Here is the website this paragraph was taken from. I accessed it through rootsweb/Vermont/Rutland Co
http://www.iea.com/~psalisbu/family2.htm

  1. Abraham Salisbury #40 b. _--1730, Scituate, RI, m. 1760 or 1761, Eselpha (Zilpha or Sophie) Westcott #41, b. 1729, RI,
    (daughter of Ezekiel Westcott #55 and Mary Dyer #56). Captain went into Clarendon, Vermont at the time of its settlement by Rhode Island families in about the year 1768, before the American
    Revolution. Captain Salisbury bears the distinguished record of having raised a military company in 10/1777 to protect the frontier,
    and to have served as scout in 1781. He was commissioner of sequestration in 1777, and a selectman of the town in 1779. May have moved to NY late in life.
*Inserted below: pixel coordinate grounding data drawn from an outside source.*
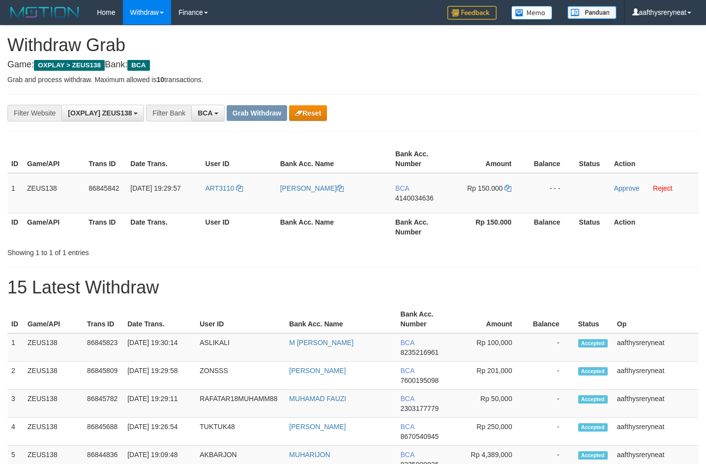 This screenshot has height=464, width=706. Describe the element at coordinates (308, 113) in the screenshot. I see `button: Reset` at that location.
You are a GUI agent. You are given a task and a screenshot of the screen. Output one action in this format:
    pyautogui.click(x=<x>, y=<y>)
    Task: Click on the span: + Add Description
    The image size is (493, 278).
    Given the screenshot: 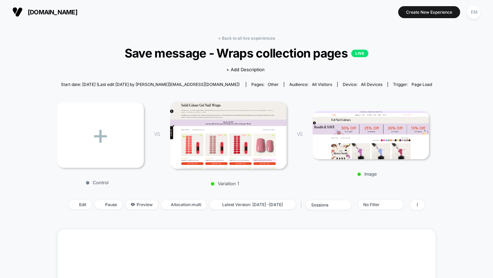 What is the action you would take?
    pyautogui.click(x=245, y=70)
Capt. Salisbury is noted as Methodist, but wife was Baptist like parents. Eselpha: The first land deed recorded in the records of the town clerk at Clarendon (Bk1,p1) is that of 4/9/1770 when Abraham Salisbury, then mentioned of Clarendon on Otter Creek, buys from JOSEPH WILLIAMS for 50 pounds, 100 acres of land which was in the original rights of Seth Chase from Col. Lydius.

P 555, History of Rutland Co.
"Many of the early settlers derived the title to the land they occupied from Col. John Henry Lydius, an Indian trader of Albany, who claimed to have purchased of the Mohawk Indians, in 1732, a tract of land extending sixty miles southerly from the mouth of Otter Creek, by 24 miles in width; which was confirmed to him by a grant of Gov. Shirley of Mass., in 1744. In 1760 Lydius divided the tract (on paper) into 35 townships of 36 sq. miles ech, or more, numbering and giving names to each township. No. 7, which is supposed to be nerly identical with the present town of Clarendon, he called "Durham". Sept. 29, 1961, he granted about 27 sq miles, covering a part of Rutland and Clarendon, to James Haven, who leased farm lots to the settlers for the rent of one pepper-corn a year for the first twenty years and 5s. a year thereafter, for each one hundred acres of improvable land."